Watergate Figure John Dean to Speak at C|M|LAW on Ethics, “Wrote the Book on What Not to Do”

  John Dean readily admits the irony in his current lecture tour on legal ethics.  Dean is quoted in a recent article, John Dean of Watergate Fame Talks About Ethics, Chicago Tribune, 6/14/11, as saying, “I wrote the book on what not to do.”  The former White House Counsel during the Nixon administration, will speak at Cleveland-Marshall College of Law on the topic Watergate at 40: John Dean and the Ethics of Lawyers.

Dean participated in covering up the Nixon administration’s involvement with a burglary into the Democratic National Committee’s office in the Watergate Hotel, conducted by persons connected to President Richard Nixon’s reelection campaign.   Dean later cooperated with the prosecution and testified against Nixon.    The Youtube clip in this post shows Dean’s testimony before Congress concerning how Dean learned of the plans for campaign espionage.  At 4:42, he remarks on his reactions to the plan and how he should have reacted.

In his lecture at C|M|LAW, Dean will address Watergate as a case study to examine cover-up crimes and activities and analyze them under post-Watergate ethical rules and standards.    Co-presenting with Dean is Cleveland Attorney James Robanalt, Partner, Thompson Hine.  A recent New York Times Article discussed Dean and Robanalt’s lecture, saying:

The issues are complex, but come down to this: What are a lawyer’s obligations when his bosses are engaged in criminal acts?

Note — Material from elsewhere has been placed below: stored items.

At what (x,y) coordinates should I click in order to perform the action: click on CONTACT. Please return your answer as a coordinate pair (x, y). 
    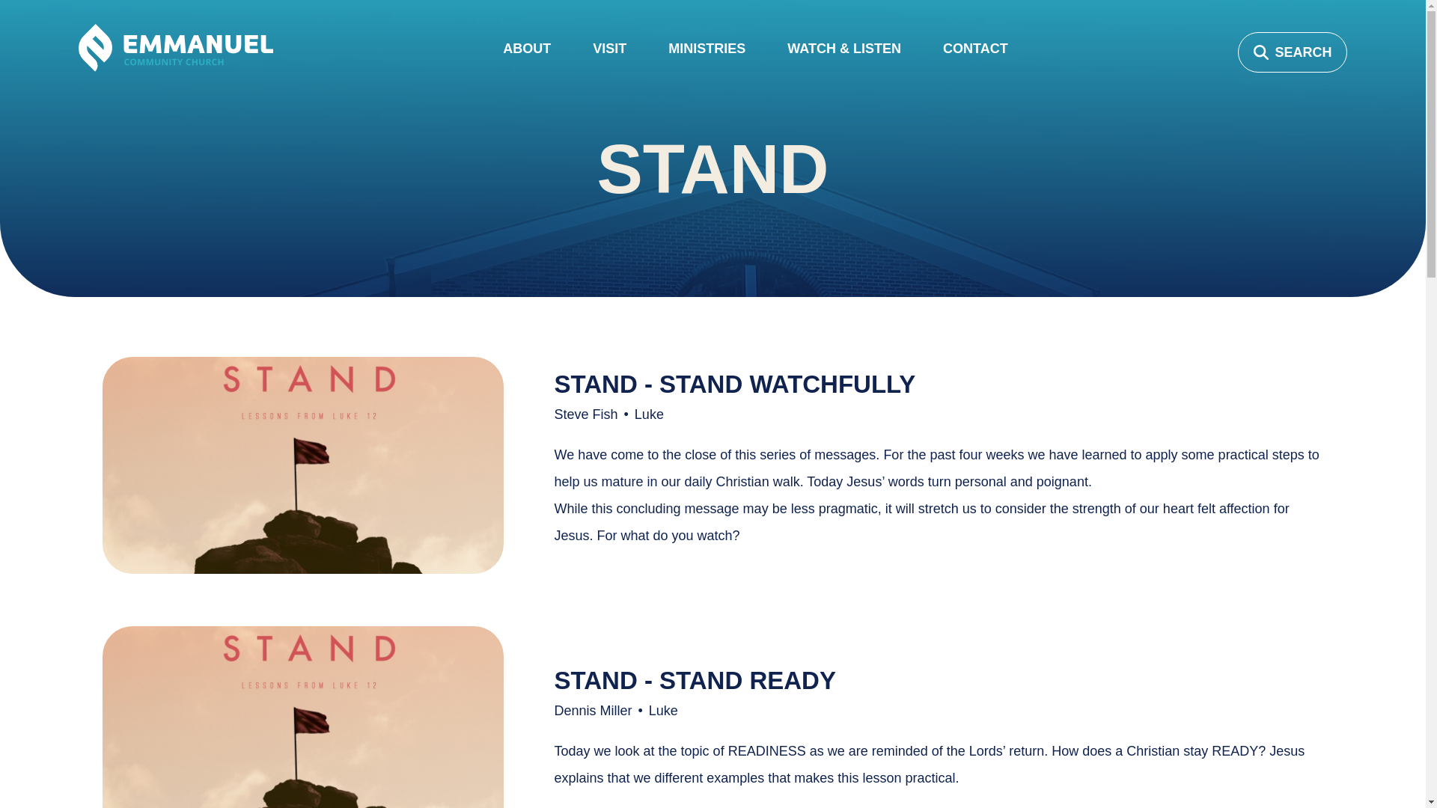
    Looking at the image, I should click on (975, 55).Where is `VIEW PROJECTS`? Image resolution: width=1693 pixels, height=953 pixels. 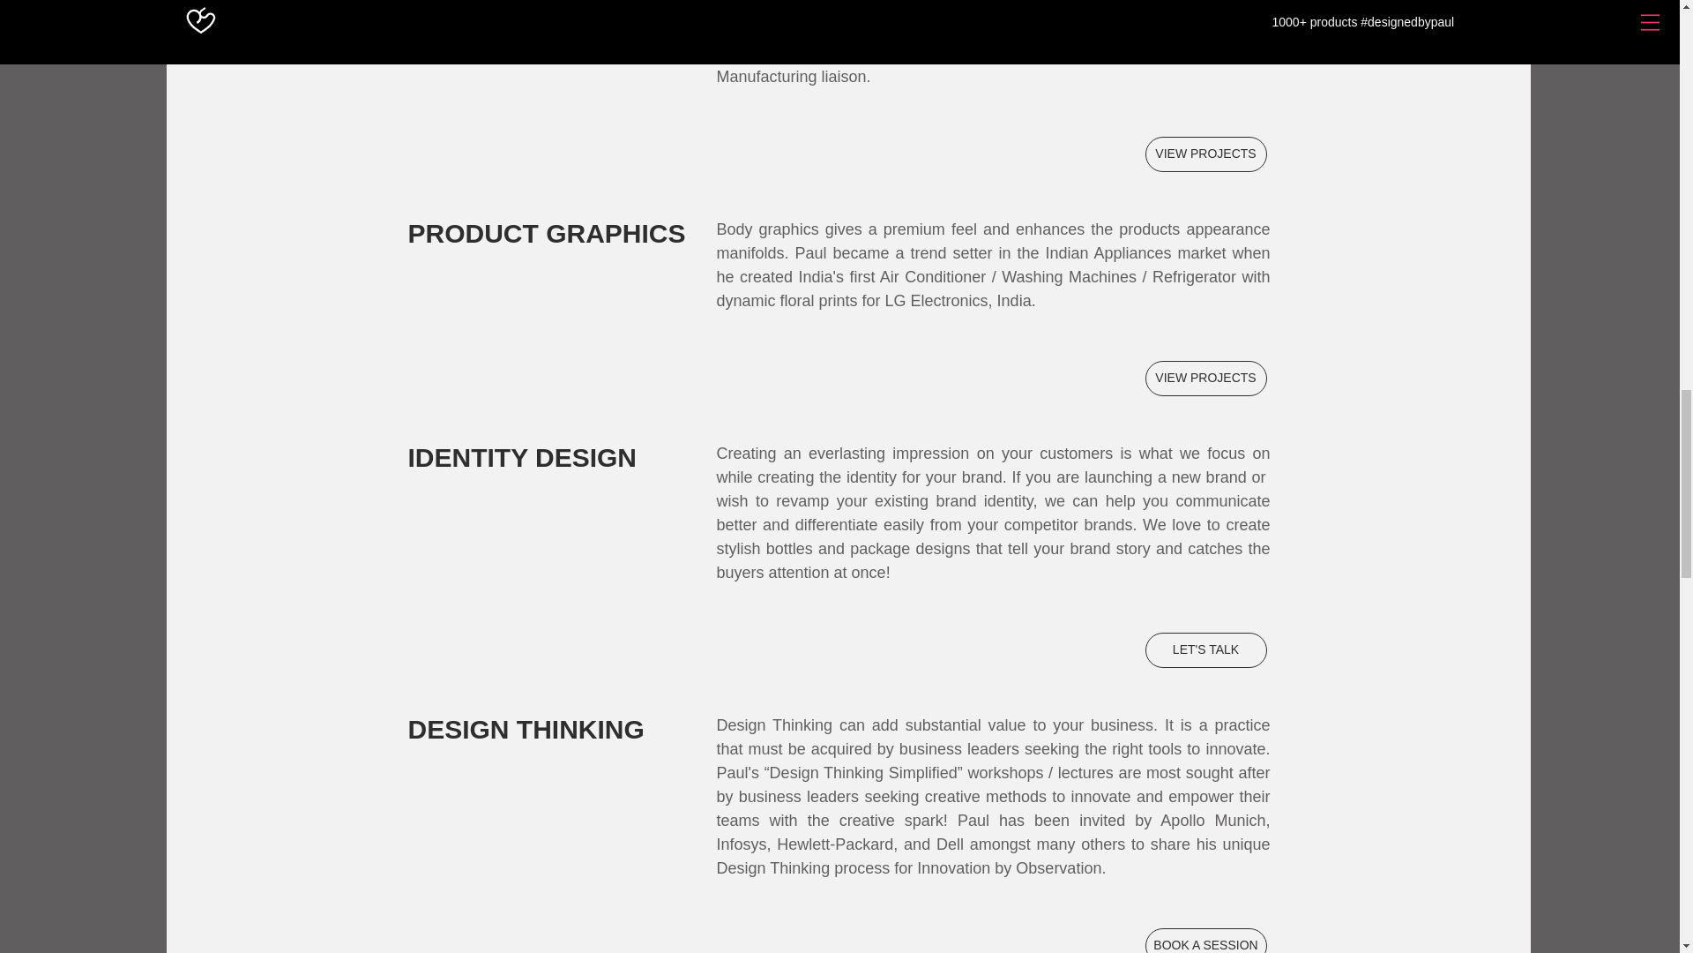 VIEW PROJECTS is located at coordinates (1205, 154).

James D. Robenalt, a lawyer in Cleveland who developed the course with Mr. Dean after they got to know each other over a shared interest in Warren G. Harding, said the course would contrast Mr. Dean’s very limited options at the time with those available to today’s lawyers, armed with reforms inspired by Watergate.

Mr. Robenalt said the course paraphrases the famous Watergate hearings question from Senator Howard H. Baker, Jr.: “What did the president know, and when did he know it?” The course asks, “What could John Dean have done, and when could he have done it?”

In 1972, Mr. Dean had few obvious options other than to serve his bosses, Mr. Robenalt said. Ethical standards were vague, and the requirement to zealously defend one’s client paramount. Under the circumstances of the rules in force in the District of Columbia at the time, the best a lawyer could have done might have been to resign rather than report the wrongdoing.

John Dean and James Robenalt will speak this Thursday, April 19 at 5 p.m.  One hour of ethics CLE credit is offered.

The library holds a copy of Dean’s book about Watergate, Blind Ambition: The End of the Story.  It’s coincidental that HeinOnline just added the Nixon Grand Jury transcripts to their Presidential Library.  HeinOnline is accessible on campus, and remotely to CSU faculty and students.